Conclusion and Recommendations
The complexity of software that we have on PCs, servers and the cloud means it is difficult to protect it, and that is why we typically see so many compromises and the need for running very deep layers of anti-virus software and anti-malware. But difficult is not impossible, and as an industry we can do better than less than four percent of new devices having embedded security. Broader proliferation and adoption of IoT devices can take place when security is designed in from inception.
As an industry we have to back legislation; we also have to drive it at the global level. In the U.S., in the EU, by setting the market rules for what can be sold, we are going to improve design hygiene and take out the easy targets.

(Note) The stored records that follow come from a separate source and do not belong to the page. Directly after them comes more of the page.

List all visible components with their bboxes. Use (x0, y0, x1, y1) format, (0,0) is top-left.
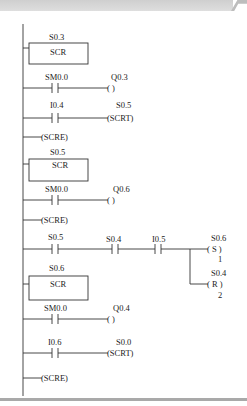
contact-label: SM0.0 (44, 303, 67, 313)
scr-operand: S0.3 (49, 32, 64, 42)
coil-output: ( ) (107, 83, 115, 93)
coil-output: ( ) (107, 195, 115, 205)
set-count: 1 (218, 254, 222, 264)
scr-label: SCR (50, 279, 66, 289)
contact-label: S0.4 (106, 234, 122, 244)
rung-sm0-0-q0-4: SM0.0 Q0.4 ( ) (23, 303, 131, 324)
set-coil-operand: S0.6 (211, 233, 226, 243)
rung-i0-4-scrt: I0.4 S0.5 (SCRT) (23, 100, 134, 123)
rung-scr-s0-6: S0.6 SCR (23, 263, 88, 300)
reset-coil-operand: S0.4 (211, 268, 227, 278)
contact-label: SM0.0 (45, 184, 68, 194)
coil-operand: S0.0 (116, 337, 131, 347)
scrt-coil: (SCRT) (107, 348, 134, 358)
coil-operand: S0.5 (116, 100, 131, 110)
coil-operand: Q0.3 (111, 72, 128, 82)
rung-scre-1: (SCRE) (23, 132, 68, 142)
rung-scre-3: (SCRE) (23, 373, 68, 383)
scr-label: SCR (52, 160, 68, 170)
scre-coil: (SCRE) (41, 373, 68, 383)
scre-coil: (SCRE) (41, 132, 68, 142)
contact-label: I0.4 (50, 100, 64, 110)
scr-operand: S0.6 (49, 263, 64, 273)
rung-sm0-0-q0-6: SM0.0 Q0.6 ( ) (23, 184, 130, 205)
coil-operand: Q0.4 (113, 303, 131, 313)
rung-scre-2: (SCRE) (23, 215, 68, 225)
contact-label: SM0.0 (45, 72, 68, 82)
set-coil: ( S ) (207, 244, 222, 254)
scrt-coil: (SCRT) (107, 113, 134, 123)
scr-operand: S0.5 (50, 147, 65, 157)
scr-label: SCR (50, 47, 66, 57)
rung-scr-s0-3: S0.3 SCR (23, 32, 88, 64)
scre-coil: (SCRE) (41, 215, 68, 225)
reset-coil: ( R ) (207, 279, 223, 289)
contact-label: I0.5 (152, 234, 165, 244)
rung-scr-s0-5: S0.5 SCR (23, 147, 88, 181)
coil-output: ( ) (107, 314, 115, 324)
reset-count: 2 (218, 290, 222, 300)
contact-label: S0.5 (48, 232, 63, 242)
rung-i0-6-scrt: I0.6 S0.0 (SCRT) (23, 337, 134, 358)
ladder-diagram: S0.3 SCR SM0.0 Q0.3 ( ) I0.4 S0.5 (SCRT)… (0, 0, 247, 406)
contact-label: I0.6 (48, 337, 61, 347)
coil-operand: Q0.6 (113, 184, 130, 194)
rung-sm0-0-q0-3: SM0.0 Q0.3 ( ) (23, 72, 128, 93)
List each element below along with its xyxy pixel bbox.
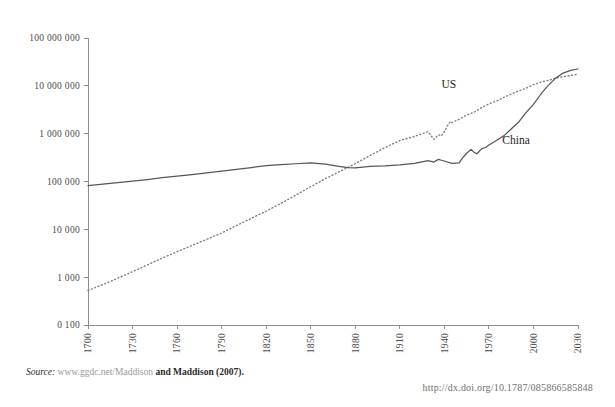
series-annotations: USChina <box>441 78 529 146</box>
source-label: Source: <box>26 367 55 377</box>
x-tick-label: 1700 <box>83 333 93 353</box>
y-tick-labels: 0 1001 00010 000100 0001 000 00010 000 0… <box>29 33 80 330</box>
x-tick-label: 1760 <box>172 333 182 353</box>
series-annotation-us: US <box>441 78 456 90</box>
x-tick-marks <box>88 325 578 329</box>
series-line-us <box>88 74 578 290</box>
x-tick-label: 2000 <box>529 333 539 353</box>
source-citation: and Maddison (2007). <box>155 367 243 377</box>
figure-container: 0 1001 00010 000100 0001 000 00010 000 0… <box>0 0 615 407</box>
series-annotation-china: China <box>502 134 529 146</box>
x-tick-label: 1820 <box>262 333 272 353</box>
y-axis: 0 1001 00010 000100 0001 000 00010 000 0… <box>29 33 88 330</box>
figure-footer: Source: www.ggdc.net/Maddison and Maddis… <box>0 367 615 407</box>
y-tick-label: 0 100 <box>57 320 80 330</box>
plot-series <box>88 69 578 290</box>
line-chart: 0 1001 00010 000100 0001 000 00010 000 0… <box>0 0 615 407</box>
y-tick-marks <box>84 38 88 325</box>
x-tick-label: 1730 <box>128 333 138 353</box>
y-tick-label: 100 000 <box>47 177 80 187</box>
y-tick-label: 10 000 <box>52 225 80 235</box>
y-tick-label: 1 000 000 <box>39 129 80 139</box>
x-tick-label: 1940 <box>440 333 450 353</box>
y-tick-label: 1 000 <box>57 273 80 283</box>
x-tick-label: 1850 <box>306 333 316 353</box>
source-url[interactable]: www.ggdc.net/Maddison <box>58 367 153 377</box>
doi-link[interactable]: http://dx.doi.org/10.1787/085866585848 <box>423 382 593 393</box>
x-tick-label: 1970 <box>484 333 494 353</box>
source-note: Source: www.ggdc.net/Maddison and Maddis… <box>26 367 244 377</box>
x-tick-label: 1910 <box>395 333 405 353</box>
y-tick-label: 100 000 000 <box>29 33 80 43</box>
x-tick-label: 2030 <box>573 333 583 353</box>
x-tick-label: 1790 <box>217 333 227 353</box>
x-axis: 1700173017601790182018501880191019401970… <box>83 325 583 353</box>
y-tick-label: 10 000 000 <box>34 81 80 91</box>
x-tick-labels: 1700173017601790182018501880191019401970… <box>83 333 583 353</box>
x-tick-label: 1880 <box>351 333 361 353</box>
series-line-china <box>88 69 578 186</box>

IAR Systems, together with Secure Thingz, is helping to assure that the devices talking to one another are inherently trustworthy. Yes, there still has to be an on-boarding process; they still need to get used to each other, but fundamentally if you use our tools those things will be inherently more secure and more trustworthy. Ultimately, it will mean that it’s becoming harder and harder for the bad guys to find a way into the system.
As the mathematician George Polya advised in his First Principle, “Understand the problem.” Becoming aware of the best security practices out there, via the plentiful free advice at iotsecurityfoundation.org and other sites is a step in the right direction.
About the Author
Haydn Povey is the founder and CEO of Secure Thingz and General Manager for the division Embedded Security Solutions at IAR Systems, with a focus on developing and delivering next-generation security technology for the IoT and other connected systems. Haydn is also a current member of the Executive Steering Board of the IoT Security Foundation. Haydn has a background in senior management at leading global technology companies for over 20 years, including 10 years in senior marketing and business development roles at Arm. While at Arm, Haydn looked after the company’s strategy and product roadmaps for security within IoT and M2M marketplaces, and he led the development and introduction of the Cortex-M microprocessor family.